Bolonchén de Rejón
"You buy a tamal on the street, then descend into an underground world that was a lifeline for a civilization — the contrast is very Campeche."
I stopped in Bolonchén de Rejón because the road from Campeche City toward the Puuc region passes directly through it, and because a woman near the market was selling tamales de chaya wrapped in banana leaf that smelled better than anything I had planned to eat that day. The town is small, Yucatecan in feel, its central plaza shaded by trees that have been here longer than the church beside them. Nobody announces anything. And then you learn that directly beneath this quiet afternoon is one of the most significant water sources in ancient Mesoamerica.
Descending Into Xtacumbilxunaan
The name means “hidden lady” in Yucatec Maya, and it earns that. From the road the cave entrance looks modest — a stone arch cut into a hillside, vegetation pressing in on both sides. But the cave drops, and keeps dropping. During the worst droughts of the Classic period, people came here and descended more than 150 meters underground on wooden ladders, carrying clay vessels, to reach the water that kept their communities alive. When the French explorer Jean-Frédéric Waldeck documented the site in 1843, he counted nine distinct chambers at different depths, each one accessed by those ladders in the dark. The infrastructure now is concrete stairs, not ladders, but the scale still catches you off guard. You step down into cooler air, the light changes, and the world above — the tamal, the plaza, the gas station at the edge of town — becomes remote very quickly. What you are walking through was not a wonder of its time. It was an emergency measure.

The Town Itself
Bolonchén means “nine wells” in Yucatec Maya, the wells being those cave chambers, and the town holds to that quiet duality: something significant hiding inside something ordinary. The mercado municipal on the main street has stalls selling chaya juice, panuchos, and a cochinita pibil that this part of Campeche prepares with more restraint than Yucatán does — less sweet, with a sharper citrus edge. On the plaza there is a pale yellow church and a bench in front of it where, both times I have passed through, at least one person was asleep in the shade. There is no tourism infrastructure to speak of. No menus in English, no craft shops arranged for outside consumption. In my experience, that is a reliable sign that the food is priced honestly and the cooks are cooking for themselves.

How to Use a Day Here
I would arrive from the north — from Mérida or after Uxmal — early enough to eat in the mercado before the heat settles in, and be at the cave entrance when it opens. The site is managed by INAH and charges a modest entrance fee. A visit runs between one and two hours depending on how long you spend in the lower chambers.

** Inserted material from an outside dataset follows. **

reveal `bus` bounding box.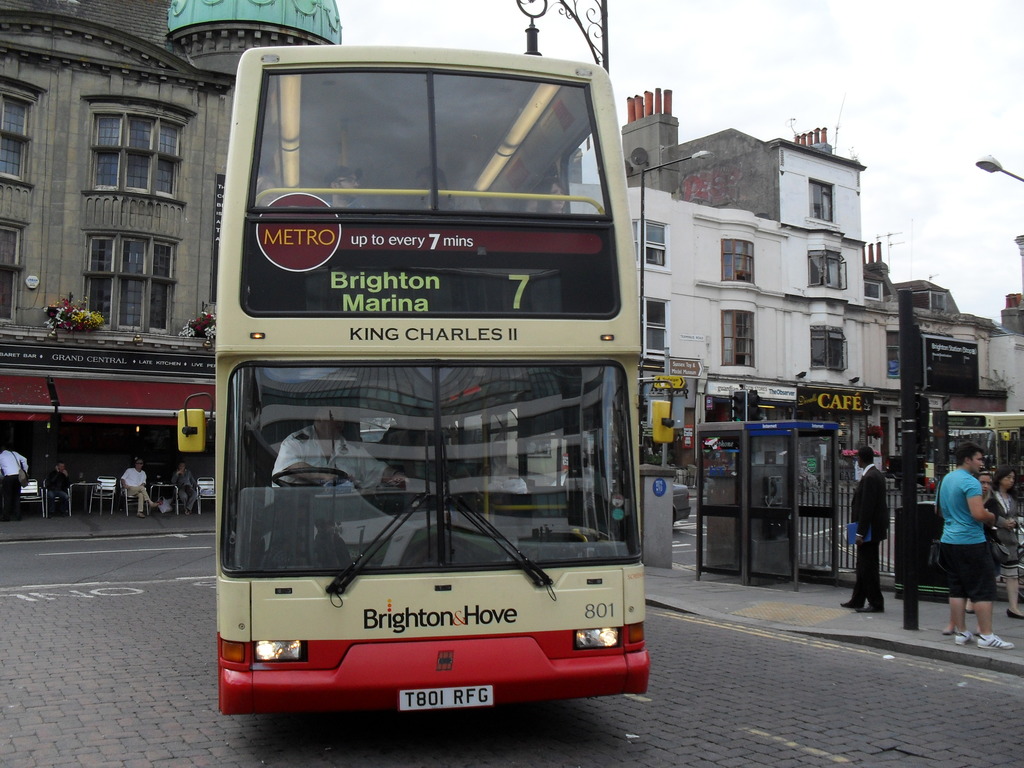
Revealed: 173,46,677,713.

Bolonchén makes a reasonable staging point if you are continuing south toward Hopelchén or southeast toward Xpujil and the deeper Campeche biosphere reserves. There is simple accommodation in town, though most people use Campeche City as a base and come on a day trip. Either works. What does not work is arriving at three in the afternoon expecting to be done by four.

Getting There
Bolonchén de Rejón sits on Federal Highway 261, roughly 110 kilometers south of Mérida and 130 kilometers southeast of Campeche City. ADO buses serve both routes; the ride from Mérida takes around two hours. The cave entrance is a short taxi ride from the main plaza. A rental car gives you more flexibility, especially if you are pairing Bolonchén with Uxmal or the Puuc archaeological sites to the north.